Washington, D.C. – Senate Majority Leader Chuck Schumer (D-NY) today spoke on the Senate floor regarding the continued progress made toward finalizing and passing President Biden’s transformative Build Back Better plan to deliver help for the American people. Senator Schumer also laid out the agreement reached to lower prescription drug prices. Below are Senator Schumer’s remarks, which can also be viewed here:
Yesterday, Democrats continued making great progress towards finalizing President Biden’s Build Back Better plan.
The challenges American families and workers are facing today are enormous, and President Biden’s agenda is the remedy to much of their hardships. It’s just what the American people want and what they need.
And it’s exactly why we need to focus on getting the job done; to finalize and pass this legislation and deliver help for the American people.
Last night, I held another round of talks going past midnight with a number of my colleagues as we approach a final agreement: talks with the White House, the Speaker, my Senate colleagues and chairs, and members of the House. We continue to make very good progress each day.
Passing such transformative legislation is not easy—but the long hours we are putting into it will be well worth it for the American people.
Over the last 24 hours, the hard work has yielded an important new development: yesterday, I announced that Democrats had reached an agreement to include provisions in Build Back Better that will lower prescription drug prices for seniors and for American families. This is a big deal.
For years, skyrocketing costs of prescription drugs have plagued millions of seniors and American families—to the point that Americans spend far more on prescription drugs per capita than other wealthy nations. It’s one of the largest out-of-pocket medical expenses that families have and it’s gotten worse over the last few years.
For too many Americans, all it takes is a sudden serious illness and you can find yourselves spending hundreds if not thousands and several thousands of dollars per year, just to afford things like insulin or vitally-needed cancer treatments. It’s profoundly unfair and wholly un-American. Imagine the strain you can face: someone—you or a loved one—is ill and you can't afford the medicine, and you see them, their condition getting worse and worse. I can't think of things that are worse than that.
Yesterday, we took a large step forward in helping alleviate that problem. For the first time ever, Medicare will be empowered to directly negotiate prices in Part B and Part D. This will directly reduce out-of-pocket drug spending for millions of patients every time they visit a pharmacy or a doctor.
Our agreement does other things as well. It will cap out-of-pocket spending at $2,000 per year, ending the dilemma I just spoke about where a life-changing diagnosis could mean thousands upon thousands of dollars in new expenses that an individual can't afford.
This agreement will lower insulin prices so that Americans with diabetes don’t pay more than $35 per month for their insulin. Let me repeat that because it's amazing how the cost of insulin used to be so reasonable and has skyrocketed over the last few years, with very little reasonable, justifiable explanation. This agreement will lower insulin prices so that Americans with diabetes don't pay more than $35 per month for their insulin.
And it will reform the pharmaceutical industry to stop price gouging and make sure our country’s drug pricing system benefits patients, not corporations.
It’s not everything all of us wanted—but it’s a major, major step in the right direction as we work to help the American people better afford their prescription drugs. We're going to keep working to make it even better, but this is a really good start and a major, major announcement.
I want to thank all my colleagues who had a hand in putting this agreement together—Senator Wyden, Senator Klobuchar, Senator Murphy, Senator Cortez Masto, Senator Bennet, and Senator Kelly. And I also want to thank Senator Sinema for working with us to reach this agreement.
We are going to build on this success as we continue making progress on the rest of Build Back Better.
We are close, we are determined, and we are confident that we will succeed in rewarding the trust that the American people have placed in us.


▸ Task prompt
Take the data that sits below and write it out again exactly.

(Items from a data source)

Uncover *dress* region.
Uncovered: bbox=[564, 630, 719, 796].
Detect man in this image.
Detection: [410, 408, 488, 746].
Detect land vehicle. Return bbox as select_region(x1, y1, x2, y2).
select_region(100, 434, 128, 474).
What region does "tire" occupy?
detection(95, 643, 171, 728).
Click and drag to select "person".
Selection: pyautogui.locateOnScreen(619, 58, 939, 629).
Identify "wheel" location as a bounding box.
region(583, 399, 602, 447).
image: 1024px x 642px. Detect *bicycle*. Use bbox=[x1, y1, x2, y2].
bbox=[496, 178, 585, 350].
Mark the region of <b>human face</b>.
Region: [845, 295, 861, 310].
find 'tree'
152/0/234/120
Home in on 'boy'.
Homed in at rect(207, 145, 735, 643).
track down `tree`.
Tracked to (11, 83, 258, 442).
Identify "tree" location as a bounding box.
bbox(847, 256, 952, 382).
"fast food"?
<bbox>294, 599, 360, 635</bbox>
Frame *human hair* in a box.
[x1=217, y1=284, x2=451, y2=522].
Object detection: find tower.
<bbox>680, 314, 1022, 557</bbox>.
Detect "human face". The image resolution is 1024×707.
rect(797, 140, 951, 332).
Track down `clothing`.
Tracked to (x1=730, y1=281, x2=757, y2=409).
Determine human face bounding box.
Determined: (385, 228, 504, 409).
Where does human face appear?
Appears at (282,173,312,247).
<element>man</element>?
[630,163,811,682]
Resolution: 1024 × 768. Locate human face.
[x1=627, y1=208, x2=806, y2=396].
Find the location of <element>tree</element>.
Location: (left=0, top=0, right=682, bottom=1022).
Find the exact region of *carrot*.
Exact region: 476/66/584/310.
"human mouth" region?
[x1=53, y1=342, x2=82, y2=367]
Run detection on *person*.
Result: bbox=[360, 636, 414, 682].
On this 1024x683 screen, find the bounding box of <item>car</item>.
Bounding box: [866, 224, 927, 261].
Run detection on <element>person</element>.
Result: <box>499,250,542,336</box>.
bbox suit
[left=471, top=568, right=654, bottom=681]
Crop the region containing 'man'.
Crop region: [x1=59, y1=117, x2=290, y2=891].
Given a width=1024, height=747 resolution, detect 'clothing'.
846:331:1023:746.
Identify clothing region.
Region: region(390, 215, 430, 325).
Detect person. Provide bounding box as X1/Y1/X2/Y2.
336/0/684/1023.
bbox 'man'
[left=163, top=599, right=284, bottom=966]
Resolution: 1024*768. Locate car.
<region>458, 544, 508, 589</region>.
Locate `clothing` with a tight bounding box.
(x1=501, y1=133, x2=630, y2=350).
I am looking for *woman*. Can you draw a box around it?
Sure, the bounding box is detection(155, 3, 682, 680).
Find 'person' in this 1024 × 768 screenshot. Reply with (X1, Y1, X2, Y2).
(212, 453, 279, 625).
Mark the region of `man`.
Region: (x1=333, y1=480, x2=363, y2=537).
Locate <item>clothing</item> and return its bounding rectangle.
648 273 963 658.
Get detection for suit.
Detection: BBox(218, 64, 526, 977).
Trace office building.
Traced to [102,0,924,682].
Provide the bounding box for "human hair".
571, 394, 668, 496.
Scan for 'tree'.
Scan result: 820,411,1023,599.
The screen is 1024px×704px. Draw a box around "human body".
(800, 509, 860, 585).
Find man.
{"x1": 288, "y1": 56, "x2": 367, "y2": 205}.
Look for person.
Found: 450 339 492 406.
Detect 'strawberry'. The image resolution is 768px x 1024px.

▸ Written response
Uncover *dress* region.
Uncovered: bbox=[564, 630, 719, 796].
Detect man in this image.
Detection: [410, 408, 488, 746].
Detect land vehicle. Return bbox as select_region(x1, y1, x2, y2).
select_region(100, 434, 128, 474).
What region does "tire" occupy?
detection(95, 643, 171, 728).
Click and drag to select "person".
Selection: pyautogui.locateOnScreen(619, 58, 939, 629).
Identify "wheel" location as a bounding box.
region(583, 399, 602, 447).
image: 1024px x 642px. Detect *bicycle*. Use bbox=[x1, y1, x2, y2].
bbox=[496, 178, 585, 350].
Mark the region of <b>human face</b>.
Region: [845, 295, 861, 310].
find 'tree'
152/0/234/120
Home in on 'boy'.
Homed in at rect(207, 145, 735, 643).
track down `tree`.
Tracked to (11, 83, 258, 442).
Identify "tree" location as a bounding box.
bbox(847, 256, 952, 382).
"fast food"?
<bbox>294, 599, 360, 635</bbox>
Frame *human hair* in a box.
[x1=217, y1=284, x2=451, y2=522].
Object detection: find tower.
<bbox>680, 314, 1022, 557</bbox>.
Detect "human face". The image resolution is 1024×707.
rect(797, 140, 951, 332).
Track down `clothing`.
Tracked to (x1=730, y1=281, x2=757, y2=409).
Determine human face bounding box.
Determined: (385, 228, 504, 409).
Where does human face appear?
Appears at (282,173,312,247).
<element>man</element>?
[630,163,811,682]
Resolution: 1024 × 768. Locate human face.
[x1=627, y1=208, x2=806, y2=396].
Find the location of <element>tree</element>.
Location: (left=0, top=0, right=682, bottom=1022).
Find the exact region of *carrot*.
Exact region: 476/66/584/310.
"human mouth" region?
[x1=53, y1=342, x2=82, y2=367]
Run detection on *person*.
Result: bbox=[360, 636, 414, 682].
On this 1024x683 screen, find the bounding box of <item>car</item>.
Bounding box: [866, 224, 927, 261].
Run detection on <element>person</element>.
Result: <box>499,250,542,336</box>.
bbox suit
[left=471, top=568, right=654, bottom=681]
Crop the region containing 'man'.
Crop region: [x1=59, y1=117, x2=290, y2=891].
Given a width=1024, height=747 resolution, detect 'clothing'.
846:331:1023:746.
Identify clothing region.
Region: region(390, 215, 430, 325).
Detect person. Provide bounding box as X1/Y1/X2/Y2.
336/0/684/1023.
bbox 'man'
[left=163, top=599, right=284, bottom=966]
Resolution: 1024*768. Locate car.
<region>458, 544, 508, 589</region>.
Locate `clothing` with a tight bounding box.
(x1=501, y1=133, x2=630, y2=350).
I am looking for *woman*. Can you draw a box around it?
Sure, the bounding box is detection(155, 3, 682, 680).
Find 'person' in this 1024 × 768 screenshot. Reply with (X1, Y1, X2, Y2).
(212, 453, 279, 625).
Mark the region of `man`.
Region: (x1=333, y1=480, x2=363, y2=537).
Locate <item>clothing</item> and return its bounding rectangle.
648 273 963 658.
Get detection for suit.
Detection: BBox(218, 64, 526, 977).
Trace office building.
Traced to [102,0,924,682].
Provide the bounding box for "human hair".
571, 394, 668, 496.
Scan for 'tree'.
Scan result: 820,411,1023,599.
The screen is 1024px×704px. Draw a box around "human body".
(800, 509, 860, 585).
Find man.
{"x1": 288, "y1": 56, "x2": 367, "y2": 205}.
Look for person.
Found: 450 339 492 406.
Detect 'strawberry'. The image resolution is 768px x 1024px.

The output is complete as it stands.